Balance a broom on your palm. Your hand makes constant corrections — not because it knows the broom's equations of motion, but because it sees the angle tilt and responds. Here the cart is the "hand," the pole is the broom, and the controller is a linear feedback law on the four states .
Try this: click and drag the pole tip sideways to knock it. While you're dragging, physics is paused — release and watch the controller fight to bring it back to vertical. If the controller can't recover, the sim auto-resets so you can try new gains. The four sliders are the gains on each state; bigger gain = controller cares more about that thing.
Drag the pole, let go, watch it recover
x (cart) —
θ (angle) —
u (force) —
status balanced
what to try
- First — leave defaults alone and click small knock a few times. The pole wobbles but the controller pulls it back. Status stays "balanced." This is stabilizing an open-loop-unstable plant.
- Drag the pole tip sideways and release. With defaults you can usually recover from ~25° tilt. Push past that and it falls — the linearization breaks down too far from upright, and the controller can't catch it.
- Click "no derivative (watch it ring)" — sets Kθ̇ = 0. Now knock the pole. It oscillates uncontrollably and falls. This is classical "P without D": the controller knows where the pole is, but not where it's going. Restore Kθ̇ and the ring vanishes.
- Set Kx and Kẋ to 0. Knock the pole. It balances but the cart slides off-screen. The controller doesn't care about cart position — only the pole. Add both gains back; the cart returns home while the pole stays vertical.
- Set Kθ = 0. The pole has no feedback at all. It falls immediately. Reset.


**Work instruction**
Whenever a line in the data contains "with", show that line.

Records from a data source
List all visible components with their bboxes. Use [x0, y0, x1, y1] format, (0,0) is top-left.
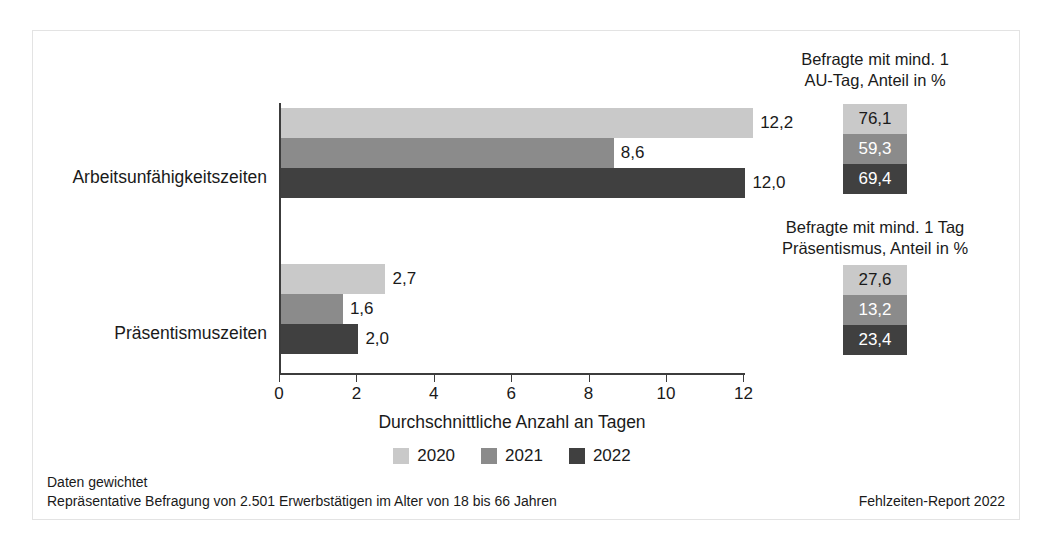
x-tick-0 — [279, 375, 280, 382]
x-tick-12 — [743, 375, 744, 382]
side-panel-1-title-line1: Befragte mit mind. 1 — [745, 49, 1005, 70]
x-tick-10 — [666, 375, 667, 382]
legend-swatch-2022 — [569, 448, 585, 464]
side-panel-2-values: 27,6 13,2 23,4 — [843, 265, 907, 355]
x-tick-label-4: 4 — [414, 384, 454, 404]
bar-value-2022-group-2: 2,0 — [358, 324, 389, 354]
side-panel-2-title-line1: Befragte mit mind. 1 Tag — [745, 217, 1005, 238]
bar-2022-group-2[interactable] — [281, 324, 358, 354]
side-panel-2-title-line2: Präsentismus, Anteil in % — [745, 238, 1005, 259]
bar-2021-group-1[interactable] — [281, 138, 614, 168]
source-label: Fehlzeiten-Report 2022 — [859, 493, 1005, 509]
side-panel-1-value-2022: 69,4 — [843, 164, 907, 194]
side-panel-1-title-line2: AU-Tag, Anteil in % — [745, 70, 1005, 91]
chart-legend: 2020 2021 2022 — [279, 446, 745, 466]
category-label-arbeitsunfaehigkeitszeiten: Arbeitsunfähigkeitszeiten — [72, 167, 267, 188]
bar-2022-group-1[interactable] — [281, 168, 745, 198]
legend-item-2022[interactable]: 2022 — [569, 446, 631, 466]
x-tick-label-12: 12 — [723, 384, 763, 404]
x-tick-label-0: 0 — [259, 384, 299, 404]
legend-swatch-2020 — [393, 448, 409, 464]
bar-2020-group-1[interactable] — [281, 108, 753, 138]
legend-label-2020: 2020 — [417, 446, 455, 466]
bar-value-2021-group-2: 1,6 — [343, 294, 374, 324]
side-panel-2-value-2020: 27,6 — [843, 265, 907, 295]
legend-item-2020[interactable]: 2020 — [393, 446, 455, 466]
x-tick-2 — [356, 375, 357, 382]
chart-figure: 024681012 12,28,612,02,71,62,0 Arbeitsun… — [32, 30, 1020, 520]
bar-value-2022-group-1: 12,0 — [745, 168, 785, 198]
x-axis-title: Durchschnittliche Anzahl an Tagen — [279, 412, 745, 433]
bar-value-2020-group-1: 12,2 — [753, 108, 793, 138]
plot-area: 024681012 12,28,612,02,71,62,0 Arbeitsun… — [33, 31, 1019, 519]
x-tick-label-2: 2 — [336, 384, 376, 404]
side-panel-1-value-2020: 76,1 — [843, 104, 907, 134]
legend-item-2021[interactable]: 2021 — [481, 446, 543, 466]
side-panel-2-title: Befragte mit mind. 1 Tag Präsentismus, A… — [745, 217, 1005, 259]
x-tick-label-6: 6 — [491, 384, 531, 404]
legend-label-2022: 2022 — [593, 446, 631, 466]
legend-label-2021: 2021 — [505, 446, 543, 466]
category-label-praesentismuszeiten: Präsentismuszeiten — [114, 323, 267, 344]
bar-2020-group-2[interactable] — [281, 264, 385, 294]
legend-swatch-2021 — [481, 448, 497, 464]
side-panel-1-values: 76,1 59,3 69,4 — [843, 104, 907, 194]
footnote-line-2: Repräsentative Befragung von 2.501 Erwer… — [47, 493, 557, 509]
side-panel-1-title: Befragte mit mind. 1 AU-Tag, Anteil in % — [745, 49, 1005, 91]
x-tick-label-8: 8 — [569, 384, 609, 404]
footnote-line-1: Daten gewichtet — [47, 474, 147, 490]
bar-value-2021-group-1: 8,6 — [614, 138, 645, 168]
side-panel-2-value-2021: 13,2 — [843, 295, 907, 325]
x-tick-6 — [511, 375, 512, 382]
side-panel-2-value-2022: 23,4 — [843, 325, 907, 355]
bar-value-2020-group-2: 2,7 — [385, 264, 416, 294]
x-tick-4 — [434, 375, 435, 382]
side-panel-1-value-2021: 59,3 — [843, 134, 907, 164]
bar-2021-group-2[interactable] — [281, 294, 343, 324]
x-tick-label-10: 10 — [646, 384, 686, 404]
x-tick-8 — [589, 375, 590, 382]
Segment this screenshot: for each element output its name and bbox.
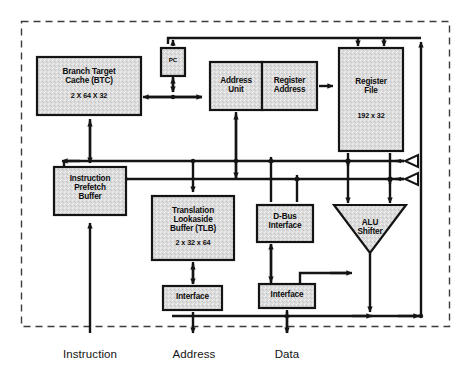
block-instruction-prefetch-buffer[interactable]: [54, 167, 126, 215]
block-register-file[interactable]: [339, 48, 403, 151]
tri-state-buffer-top: [396, 155, 418, 167]
block-register-address[interactable]: [262, 62, 317, 110]
block-interface-address[interactable]: [163, 286, 222, 310]
port-label-data: Data: [255, 348, 319, 360]
block-interface-data[interactable]: [259, 284, 315, 308]
tri-state-buffer-bottom: [396, 173, 418, 185]
port-label-instruction: Instruction: [45, 348, 135, 360]
diagram-canvas: Branch Target Cache (BTC) 2 X 64 X 32 In…: [0, 0, 473, 382]
port-label-address: Address: [155, 348, 233, 360]
block-d-bus-interface[interactable]: [257, 205, 313, 242]
cpu-block-diagram: [0, 0, 473, 382]
block-program-counter[interactable]: [161, 48, 185, 76]
block-address-unit[interactable]: [210, 62, 262, 110]
block-alu-shifter[interactable]: [334, 205, 406, 253]
bus-top-feedback: [168, 38, 335, 44]
block-branch-target-cache[interactable]: [37, 57, 141, 115]
block-translation-lookaside-buffer[interactable]: [152, 196, 234, 260]
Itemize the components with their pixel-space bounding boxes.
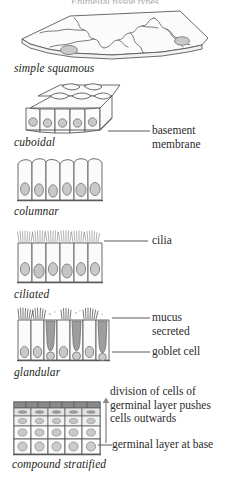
label-glandular: glandular: [14, 366, 60, 378]
label-simple-squamous: simple squamous: [14, 62, 94, 74]
squamous-sheet: [22, 11, 208, 55]
epithelial-tissue-diagram: Epithelial tissue types: [0, 0, 230, 481]
leader-cilia: [104, 236, 159, 246]
label-ciliated: ciliated: [14, 288, 49, 300]
annotation-germinal-layer: germinal layer at base: [112, 438, 213, 452]
annotation-division-note: division of cells of germinal layer push…: [110, 385, 230, 426]
basement-membrane-line1: basement: [152, 124, 201, 138]
division-line3: cells outwards: [110, 412, 230, 426]
annotation-goblet-cell: goblet cell: [152, 345, 200, 359]
division-line2: germinal layer pushes: [110, 399, 230, 413]
leader-basement-membrane: [108, 126, 158, 136]
annotation-cilia: cilia: [152, 234, 172, 248]
mucus-line2: secreted: [152, 325, 190, 339]
goblet-line1: goblet cell: [152, 345, 200, 359]
annotation-mucus-secreted: mucus secreted: [152, 311, 190, 338]
figure-columnar: [16, 156, 126, 206]
figure-simple-squamous: [12, 8, 212, 60]
mucus-line1: mucus: [152, 311, 190, 325]
division-line1: division of cells of: [110, 385, 230, 399]
page-title: Epithelial tissue types: [0, 0, 230, 4]
basement-membrane-line2: membrane: [152, 138, 201, 152]
label-compound-stratified: compound stratified: [12, 458, 106, 470]
stratified-layer-top: [14, 402, 100, 408]
mucus-tufts: [18, 308, 98, 319]
label-cuboidal: cuboidal: [14, 136, 55, 148]
annotation-basement-membrane: basement membrane: [152, 124, 201, 151]
label-columnar: columnar: [14, 205, 59, 217]
germinal-line1: germinal layer at base: [112, 438, 213, 452]
cilia-tufts: [18, 231, 100, 243]
cilia-line1: cilia: [152, 234, 172, 248]
figure-compound-stratified: [12, 400, 112, 458]
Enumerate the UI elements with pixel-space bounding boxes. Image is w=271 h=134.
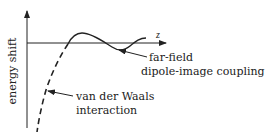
far-field-label-line2: dipole-image coupling [141, 65, 265, 78]
vdw-label-line1: van der Waals [75, 90, 155, 103]
vdw-label-line2: interaction [76, 104, 137, 117]
y-axis-label: energy shift [6, 37, 19, 104]
van-der-waals-curve [37, 44, 68, 132]
x-axis-label: z [155, 29, 160, 40]
far-field-curve [68, 33, 146, 50]
energy-shift-diagram: energy shift z far-field dipole-image co… [0, 0, 271, 134]
far-field-leader [119, 50, 147, 57]
vdw-leader [48, 91, 73, 96]
far-field-label-line1: far-field [149, 51, 193, 64]
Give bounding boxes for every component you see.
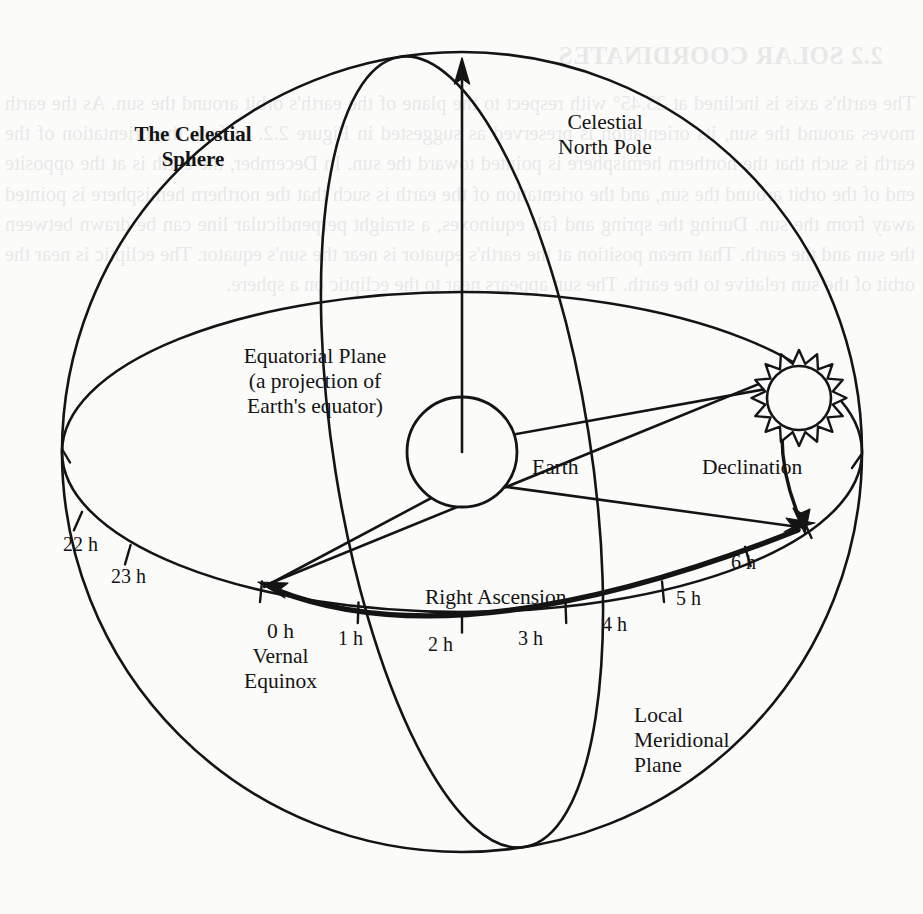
label-right-ascension: Right Ascension: [425, 585, 567, 610]
label-celestial-sphere: The Celestial Sphere: [88, 122, 298, 171]
hour-label: 6 h: [731, 551, 756, 574]
hour-label: 22 h: [63, 533, 98, 556]
earth-to-vernal-equinox-line: [264, 487, 452, 587]
sun-disc: [767, 366, 831, 430]
figure-page: 2.2 SOLAR COORDINATES The earth's axis i…: [0, 0, 923, 914]
label-equatorial-plane: Equatorial Plane (a projection of Earth'…: [185, 344, 445, 419]
label-declination: Declination: [702, 455, 802, 480]
label-local-meridional-plane: Local Meridional Plane: [634, 703, 730, 778]
hour-label: 3 h: [518, 627, 543, 650]
hour-tick-22h: [74, 512, 82, 531]
label-celestial-north-pole: Celestial North Pole: [490, 110, 720, 160]
hour-label: 23 h: [111, 565, 146, 588]
hour-label: 4 h: [602, 613, 627, 636]
earth-to-6h-line: [478, 483, 806, 528]
hour-label: 2 h: [428, 633, 453, 656]
hour-tick-4h: [662, 581, 664, 602]
hour-tick-23h: [125, 545, 131, 564]
sun-symbol: [752, 350, 847, 446]
hour-label: 5 h: [676, 587, 701, 610]
hour-label: 1 h: [338, 627, 363, 650]
label-earth: Earth: [532, 455, 579, 480]
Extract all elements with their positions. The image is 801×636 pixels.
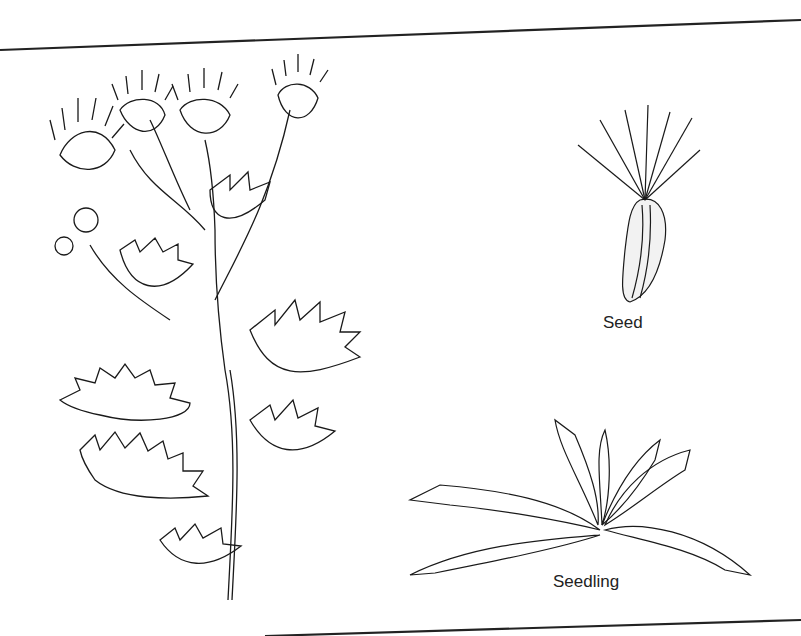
spiny-leaf	[250, 400, 335, 450]
spiny-leaf	[250, 300, 360, 372]
flower-bud	[74, 208, 98, 232]
seedling-drawing	[410, 420, 750, 575]
spiny-leaf	[120, 238, 193, 286]
seedling-leaf	[410, 485, 600, 530]
spiny-leaf	[80, 432, 208, 498]
seed-drawing	[578, 105, 700, 302]
seed-pappus	[578, 105, 700, 200]
flower-head	[112, 70, 173, 131]
spiny-leaf	[160, 524, 241, 563]
flower-bud	[55, 237, 73, 255]
flower-head	[272, 54, 328, 118]
seed-label: Seed	[603, 313, 643, 333]
top-border-line	[0, 20, 801, 50]
seed-body	[623, 199, 666, 302]
spiny-leaf	[60, 364, 190, 420]
bottom-border-line	[265, 620, 801, 636]
mature-thistle-plant	[50, 54, 360, 600]
flower-head	[50, 98, 124, 169]
botanical-illustration	[0, 0, 801, 636]
seedling-leaf	[605, 526, 750, 575]
spiny-leaf	[210, 172, 270, 218]
flower-head	[172, 68, 238, 133]
seedling-label: Seedling	[553, 572, 619, 592]
seedling-leaf	[410, 535, 600, 575]
seedling-leaf	[605, 450, 690, 525]
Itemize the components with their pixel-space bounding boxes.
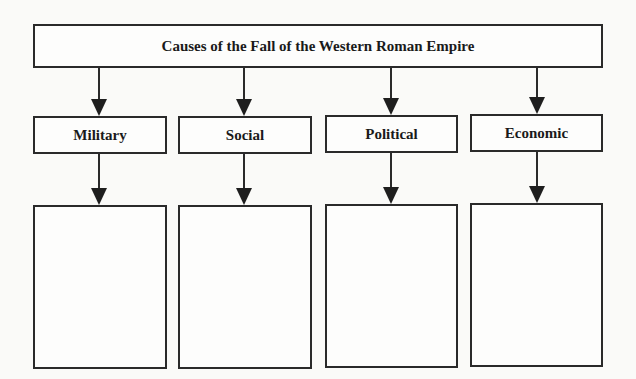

**Solution to the problem**
List all visible components with their bboxes. Use [x0, y0, x1, y1] format, (0,0) is top-left.
Itemize the components with their pixel-space bounding boxes.
Enumerate the UI elements with pixel-space bounding boxes. Image is w=271 h=134.
Extract all elements with their positions. The image is 801×636 pixels.
Itemize the components with their pixel-space bounding boxes.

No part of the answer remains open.